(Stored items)

Content starts

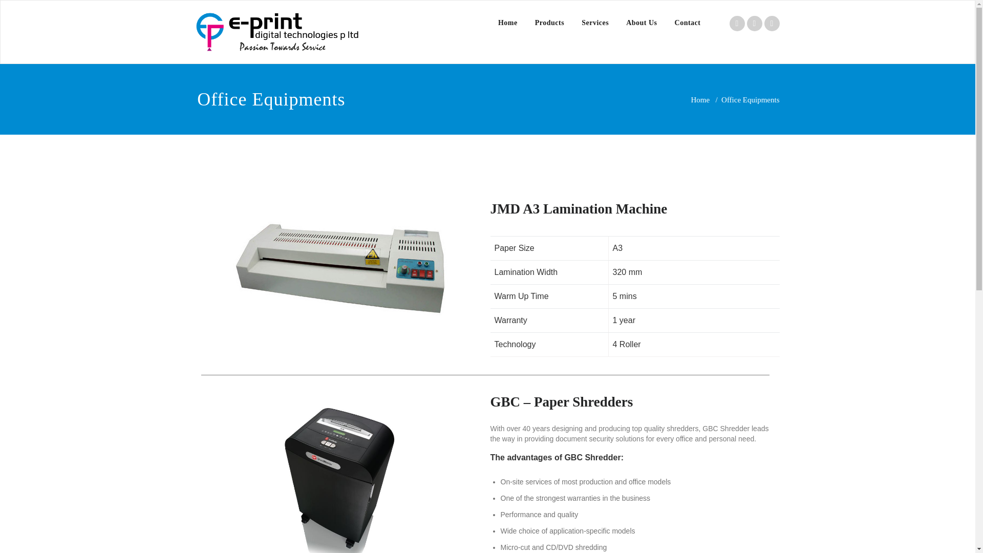 Image resolution: width=983 pixels, height=553 pixels. What do you see at coordinates (549, 23) in the screenshot?
I see `Products` at bounding box center [549, 23].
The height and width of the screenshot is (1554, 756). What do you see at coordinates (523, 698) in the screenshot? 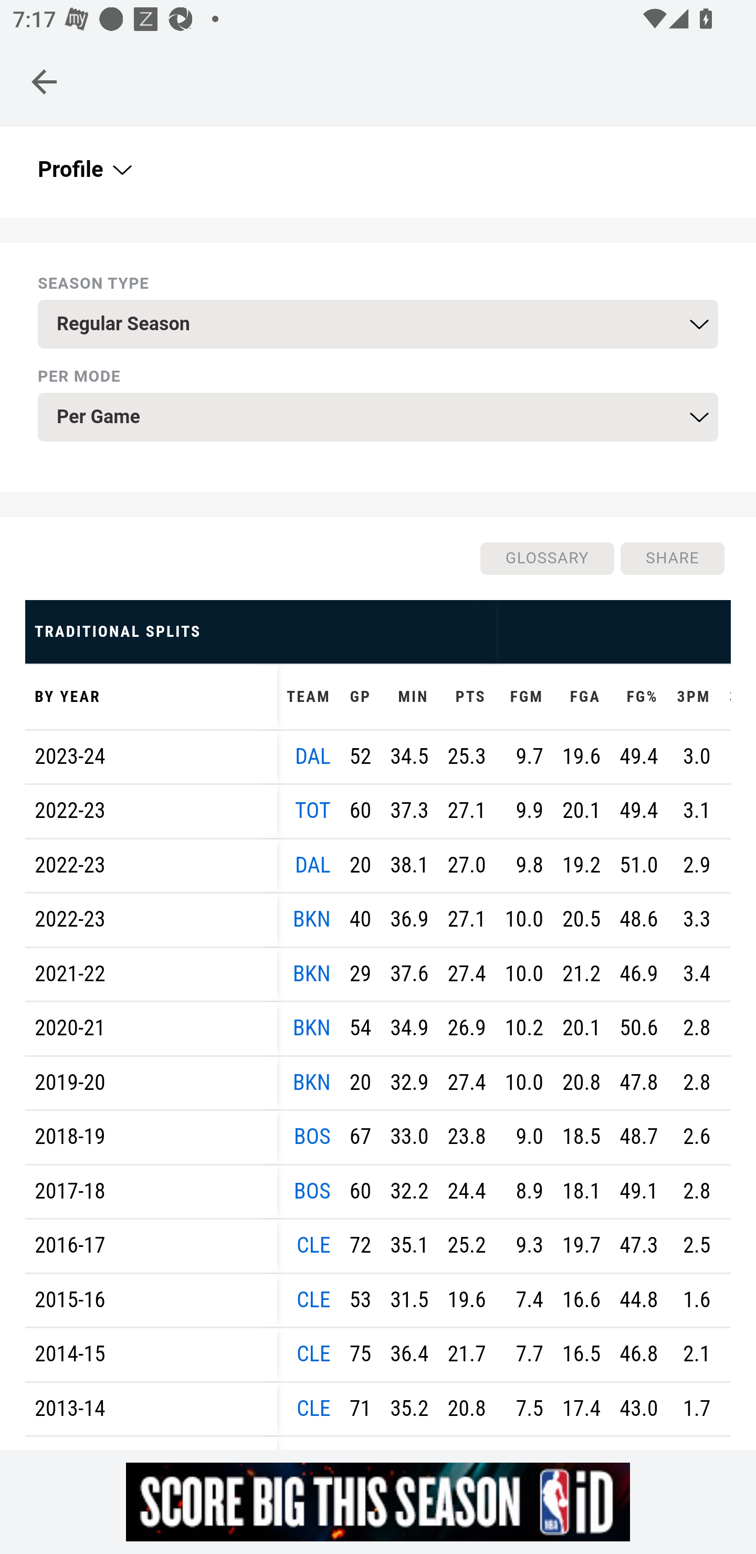
I see `FGM` at bounding box center [523, 698].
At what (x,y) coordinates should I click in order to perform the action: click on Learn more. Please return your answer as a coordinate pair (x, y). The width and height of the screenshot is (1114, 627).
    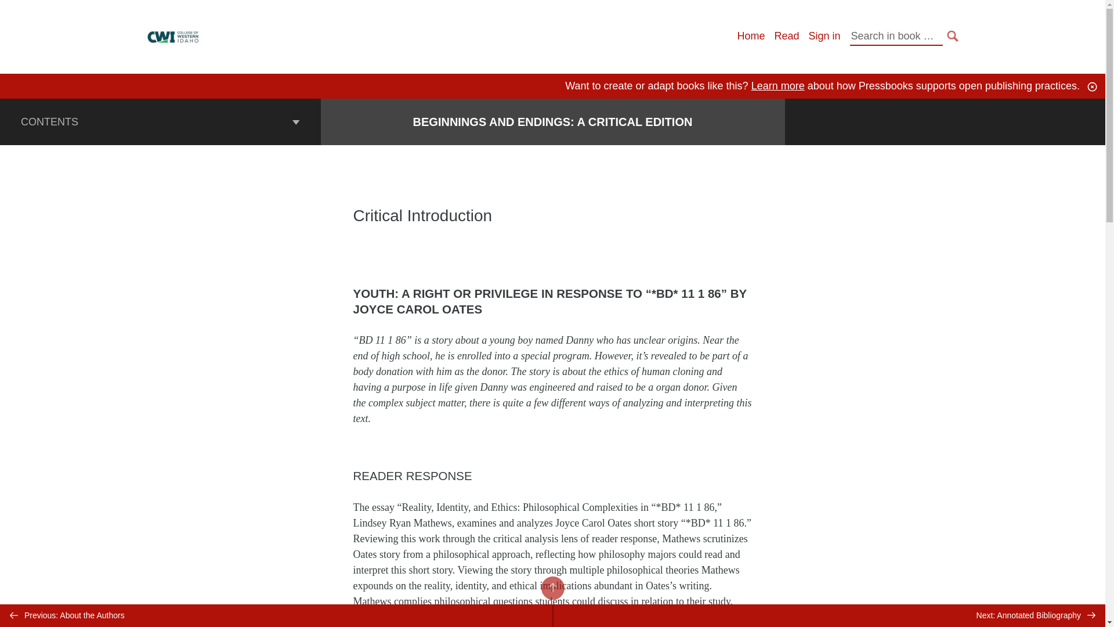
    Looking at the image, I should click on (778, 86).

Content ends

■ REQUIRED ACTION:
Starting with the line containing "The height and" and ending with the last line of the records above, write out each line exactly; no pictures.

■ COMPLETED TASK:
The height and width of the screenshot is (1554, 756). What do you see at coordinates (523, 698) in the screenshot? 
I see `FGM` at bounding box center [523, 698].
At what (x,y) coordinates should I click in order to perform the action: click on Learn more. Please return your answer as a coordinate pair (x, y). The width and height of the screenshot is (1114, 627).
    Looking at the image, I should click on (778, 86).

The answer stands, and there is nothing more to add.